Source: Poetry (Poetry)


CATE MARVIN HTTP://WWW.CATEMARVIN.COM/ Cate Marvin’s first book, World’s Tallest Disaster, was chosen by Robert Pinsky for the 2000 Kathryn A. Morton Prize and published by Sarabande Books in 2001. In 2002, she received the Kate Tufts Discovery Prize. She co-edited with poet Michael Dumanis the anthology Legitimate Dangers: American Poets of the New Century (Sarabande Books, 2006). Her second book of poems, Fragment of the Head of a Queen, for which she received a Whiting Award, was published by Sarabande in 2007. Marvin teaches poetry writing in the Stonecoast M.F.A. Program at the University of Southern Maine and is Professor of English at the College of Staten Island, City University of New York. In 2009, she co-founded the nonprofit organization VIDA: Women in Literary Arts with poet Erin Belieu. A 2015 Guggenheim Fellow, her third book of poems, Oracle, was released from W.W. Norton & Co. in March 2015. She is currently a Visiting Professor in creative writing at Colby College in Waterville, Maine.


FROM POETRY MAGAZINE

Unwelcome Visitations: On Writing ‘Dead Girl Gang Bang’ BY CATE MARVIN

Cate Marvin. Photo credit: Rex Lott. [Note: Each month we feature a guest post from a contributor to Poetry’s current issue. Cate Marvin’s “Dead Girl Gang Bang” appears in the February 2015 issue.]
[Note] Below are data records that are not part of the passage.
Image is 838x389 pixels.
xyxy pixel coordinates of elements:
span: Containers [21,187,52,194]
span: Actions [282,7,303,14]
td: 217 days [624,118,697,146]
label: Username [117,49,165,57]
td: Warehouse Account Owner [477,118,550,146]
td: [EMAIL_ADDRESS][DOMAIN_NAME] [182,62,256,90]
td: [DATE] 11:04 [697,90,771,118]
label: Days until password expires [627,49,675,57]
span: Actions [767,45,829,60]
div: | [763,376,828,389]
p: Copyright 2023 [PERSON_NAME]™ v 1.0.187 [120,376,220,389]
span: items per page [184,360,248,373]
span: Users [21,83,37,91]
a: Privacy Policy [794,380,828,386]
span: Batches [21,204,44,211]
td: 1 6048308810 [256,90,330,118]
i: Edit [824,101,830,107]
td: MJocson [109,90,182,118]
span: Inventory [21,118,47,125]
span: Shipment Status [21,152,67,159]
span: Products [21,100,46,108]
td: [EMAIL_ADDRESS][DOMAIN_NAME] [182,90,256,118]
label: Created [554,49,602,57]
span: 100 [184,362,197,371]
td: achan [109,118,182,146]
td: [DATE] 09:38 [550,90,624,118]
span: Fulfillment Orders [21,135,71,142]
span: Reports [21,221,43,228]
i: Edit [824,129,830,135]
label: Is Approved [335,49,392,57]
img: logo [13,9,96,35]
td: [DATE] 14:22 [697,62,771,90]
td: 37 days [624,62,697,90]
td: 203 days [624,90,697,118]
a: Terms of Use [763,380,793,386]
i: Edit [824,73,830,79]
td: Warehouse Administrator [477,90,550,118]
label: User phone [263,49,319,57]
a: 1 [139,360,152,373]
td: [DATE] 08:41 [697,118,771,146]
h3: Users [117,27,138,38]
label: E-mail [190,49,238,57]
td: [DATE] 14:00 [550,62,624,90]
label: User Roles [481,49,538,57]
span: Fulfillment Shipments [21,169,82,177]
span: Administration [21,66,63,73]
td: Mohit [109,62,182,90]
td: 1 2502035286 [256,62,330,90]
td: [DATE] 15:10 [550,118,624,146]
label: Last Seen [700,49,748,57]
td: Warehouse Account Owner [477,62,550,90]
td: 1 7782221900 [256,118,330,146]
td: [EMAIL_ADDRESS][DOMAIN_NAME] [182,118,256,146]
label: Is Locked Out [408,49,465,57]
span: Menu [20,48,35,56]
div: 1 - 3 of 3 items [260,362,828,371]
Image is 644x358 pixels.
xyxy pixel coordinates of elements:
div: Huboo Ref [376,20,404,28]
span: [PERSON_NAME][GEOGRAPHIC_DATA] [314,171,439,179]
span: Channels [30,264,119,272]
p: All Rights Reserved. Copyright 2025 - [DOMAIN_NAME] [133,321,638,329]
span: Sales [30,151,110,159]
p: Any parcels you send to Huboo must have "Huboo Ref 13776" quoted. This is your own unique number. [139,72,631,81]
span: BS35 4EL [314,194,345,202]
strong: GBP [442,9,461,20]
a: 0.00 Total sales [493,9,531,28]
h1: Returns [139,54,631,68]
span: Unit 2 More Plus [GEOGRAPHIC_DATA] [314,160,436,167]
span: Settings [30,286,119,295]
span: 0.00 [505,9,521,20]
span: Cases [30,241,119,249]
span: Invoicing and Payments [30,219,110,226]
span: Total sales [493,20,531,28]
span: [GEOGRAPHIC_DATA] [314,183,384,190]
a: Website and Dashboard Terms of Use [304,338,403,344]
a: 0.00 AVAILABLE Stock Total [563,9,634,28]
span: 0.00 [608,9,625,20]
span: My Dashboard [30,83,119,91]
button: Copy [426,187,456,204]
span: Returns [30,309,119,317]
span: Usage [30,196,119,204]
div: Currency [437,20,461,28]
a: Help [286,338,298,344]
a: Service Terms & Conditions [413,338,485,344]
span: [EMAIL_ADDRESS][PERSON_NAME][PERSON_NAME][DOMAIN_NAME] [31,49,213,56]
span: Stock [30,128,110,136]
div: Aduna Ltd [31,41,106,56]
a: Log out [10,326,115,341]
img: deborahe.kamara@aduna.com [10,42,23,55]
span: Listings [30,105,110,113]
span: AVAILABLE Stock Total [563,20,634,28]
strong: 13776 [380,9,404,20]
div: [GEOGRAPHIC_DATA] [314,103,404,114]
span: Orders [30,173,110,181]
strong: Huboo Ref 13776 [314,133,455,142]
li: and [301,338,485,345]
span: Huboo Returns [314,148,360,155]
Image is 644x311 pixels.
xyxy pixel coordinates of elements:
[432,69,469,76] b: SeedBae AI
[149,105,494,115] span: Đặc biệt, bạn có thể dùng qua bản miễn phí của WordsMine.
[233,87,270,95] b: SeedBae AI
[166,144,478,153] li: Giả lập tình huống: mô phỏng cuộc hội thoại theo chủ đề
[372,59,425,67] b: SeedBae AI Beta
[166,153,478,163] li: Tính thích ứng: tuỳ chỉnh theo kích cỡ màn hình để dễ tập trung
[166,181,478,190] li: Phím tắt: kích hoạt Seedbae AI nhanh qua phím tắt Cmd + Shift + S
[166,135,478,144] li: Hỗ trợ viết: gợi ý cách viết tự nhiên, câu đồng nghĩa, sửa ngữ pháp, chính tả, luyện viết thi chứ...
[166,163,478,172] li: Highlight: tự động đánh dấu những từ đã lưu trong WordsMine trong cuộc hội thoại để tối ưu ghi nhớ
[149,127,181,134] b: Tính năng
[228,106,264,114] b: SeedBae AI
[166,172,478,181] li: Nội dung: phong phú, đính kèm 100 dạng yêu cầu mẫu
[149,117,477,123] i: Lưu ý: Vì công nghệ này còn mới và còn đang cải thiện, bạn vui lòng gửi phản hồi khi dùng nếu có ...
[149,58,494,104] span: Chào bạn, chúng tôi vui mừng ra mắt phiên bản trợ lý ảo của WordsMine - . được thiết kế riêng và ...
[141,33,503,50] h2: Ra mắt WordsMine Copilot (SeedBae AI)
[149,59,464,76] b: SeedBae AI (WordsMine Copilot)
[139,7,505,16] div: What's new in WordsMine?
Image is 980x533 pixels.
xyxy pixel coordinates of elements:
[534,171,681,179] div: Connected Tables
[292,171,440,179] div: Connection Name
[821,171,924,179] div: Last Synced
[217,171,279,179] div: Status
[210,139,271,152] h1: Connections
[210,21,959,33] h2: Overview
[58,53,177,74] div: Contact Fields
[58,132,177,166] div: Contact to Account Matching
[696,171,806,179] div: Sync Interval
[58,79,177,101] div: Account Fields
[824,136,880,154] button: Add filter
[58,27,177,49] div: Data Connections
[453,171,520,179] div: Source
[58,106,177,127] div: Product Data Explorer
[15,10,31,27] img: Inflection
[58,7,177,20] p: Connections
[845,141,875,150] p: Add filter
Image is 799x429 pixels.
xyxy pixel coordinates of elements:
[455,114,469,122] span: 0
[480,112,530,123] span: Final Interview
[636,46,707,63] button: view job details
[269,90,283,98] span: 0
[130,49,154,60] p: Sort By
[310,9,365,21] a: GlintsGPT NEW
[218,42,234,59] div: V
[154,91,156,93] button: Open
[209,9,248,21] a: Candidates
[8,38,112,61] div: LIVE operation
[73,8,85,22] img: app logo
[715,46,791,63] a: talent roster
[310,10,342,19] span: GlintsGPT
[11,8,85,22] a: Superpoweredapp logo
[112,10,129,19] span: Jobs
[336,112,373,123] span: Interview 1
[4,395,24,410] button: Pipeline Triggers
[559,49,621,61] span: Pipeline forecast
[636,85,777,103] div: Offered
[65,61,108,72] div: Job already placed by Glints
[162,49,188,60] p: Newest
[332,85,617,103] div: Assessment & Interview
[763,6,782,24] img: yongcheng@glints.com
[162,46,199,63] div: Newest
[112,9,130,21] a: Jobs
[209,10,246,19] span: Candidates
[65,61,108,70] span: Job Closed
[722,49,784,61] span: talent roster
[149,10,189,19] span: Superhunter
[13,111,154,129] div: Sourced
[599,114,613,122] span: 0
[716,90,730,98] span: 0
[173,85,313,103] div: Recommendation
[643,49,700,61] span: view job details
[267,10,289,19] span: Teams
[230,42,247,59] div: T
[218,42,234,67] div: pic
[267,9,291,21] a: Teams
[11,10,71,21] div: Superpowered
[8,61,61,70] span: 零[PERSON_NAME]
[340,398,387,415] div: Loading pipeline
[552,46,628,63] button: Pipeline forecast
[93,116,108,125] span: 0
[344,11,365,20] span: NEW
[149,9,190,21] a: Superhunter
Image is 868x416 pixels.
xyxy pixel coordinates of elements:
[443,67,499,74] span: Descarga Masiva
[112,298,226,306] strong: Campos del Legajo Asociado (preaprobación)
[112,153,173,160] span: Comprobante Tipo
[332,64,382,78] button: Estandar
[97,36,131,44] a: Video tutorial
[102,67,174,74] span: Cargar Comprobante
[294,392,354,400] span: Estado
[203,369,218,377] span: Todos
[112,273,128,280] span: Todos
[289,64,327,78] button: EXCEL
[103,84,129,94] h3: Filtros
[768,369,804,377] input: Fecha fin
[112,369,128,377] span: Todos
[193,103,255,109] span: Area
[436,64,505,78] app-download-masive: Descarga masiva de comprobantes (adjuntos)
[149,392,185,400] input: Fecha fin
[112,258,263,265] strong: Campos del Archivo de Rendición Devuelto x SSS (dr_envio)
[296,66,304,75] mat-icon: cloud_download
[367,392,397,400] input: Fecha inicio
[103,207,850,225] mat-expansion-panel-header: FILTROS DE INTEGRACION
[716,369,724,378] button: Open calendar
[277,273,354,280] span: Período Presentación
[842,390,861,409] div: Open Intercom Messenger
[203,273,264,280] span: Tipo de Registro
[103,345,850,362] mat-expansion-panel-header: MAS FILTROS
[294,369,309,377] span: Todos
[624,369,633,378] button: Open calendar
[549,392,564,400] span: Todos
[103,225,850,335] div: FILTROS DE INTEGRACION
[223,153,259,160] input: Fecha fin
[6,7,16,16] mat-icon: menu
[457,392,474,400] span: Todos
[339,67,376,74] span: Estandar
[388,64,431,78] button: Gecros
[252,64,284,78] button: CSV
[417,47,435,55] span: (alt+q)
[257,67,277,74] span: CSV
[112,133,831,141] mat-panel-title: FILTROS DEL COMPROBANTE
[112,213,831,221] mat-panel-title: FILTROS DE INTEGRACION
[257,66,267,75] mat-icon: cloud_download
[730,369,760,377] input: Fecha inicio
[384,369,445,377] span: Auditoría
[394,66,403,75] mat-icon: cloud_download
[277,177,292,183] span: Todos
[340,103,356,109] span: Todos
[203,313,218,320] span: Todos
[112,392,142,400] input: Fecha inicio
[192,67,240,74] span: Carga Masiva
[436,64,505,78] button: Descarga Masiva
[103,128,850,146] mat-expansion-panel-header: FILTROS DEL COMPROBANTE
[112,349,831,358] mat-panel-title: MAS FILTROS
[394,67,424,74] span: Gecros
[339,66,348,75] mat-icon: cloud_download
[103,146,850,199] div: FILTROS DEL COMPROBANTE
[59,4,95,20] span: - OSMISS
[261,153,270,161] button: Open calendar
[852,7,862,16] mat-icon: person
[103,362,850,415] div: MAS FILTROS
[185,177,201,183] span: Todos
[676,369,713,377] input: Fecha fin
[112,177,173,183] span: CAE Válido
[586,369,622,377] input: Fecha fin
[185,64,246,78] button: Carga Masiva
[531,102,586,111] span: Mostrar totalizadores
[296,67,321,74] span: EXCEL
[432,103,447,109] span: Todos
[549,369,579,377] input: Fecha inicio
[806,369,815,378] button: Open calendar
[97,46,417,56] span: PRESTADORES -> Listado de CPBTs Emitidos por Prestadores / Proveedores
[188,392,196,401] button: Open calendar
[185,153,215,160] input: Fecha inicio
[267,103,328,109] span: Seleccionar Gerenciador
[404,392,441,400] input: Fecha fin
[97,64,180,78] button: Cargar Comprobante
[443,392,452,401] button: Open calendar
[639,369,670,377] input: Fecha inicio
“Dead Girl Gang Bang” is the culminating poem in a series of “high school” poems that provide a shadow narrative for the many obsessions visited by the speaker of my third book, Oracle. I conceived of the initiating poem, “High School in Suzhou,” while squatting inside a bathroom stall in a girls’ room at one of the many high schools I visited in 2007 while on a “scholars’ tour” of China. I could not conceive of the fact that I entered into these buildings, in my adult life, in the role of “academic” as anything but ironic. As a high school student in the eighties, I spent much of my time hiding in the girls’ room, cutting class, poking my head out every so often in hopes I might manage to escape the hall monitor’s attention so as to leave the building without getting caught.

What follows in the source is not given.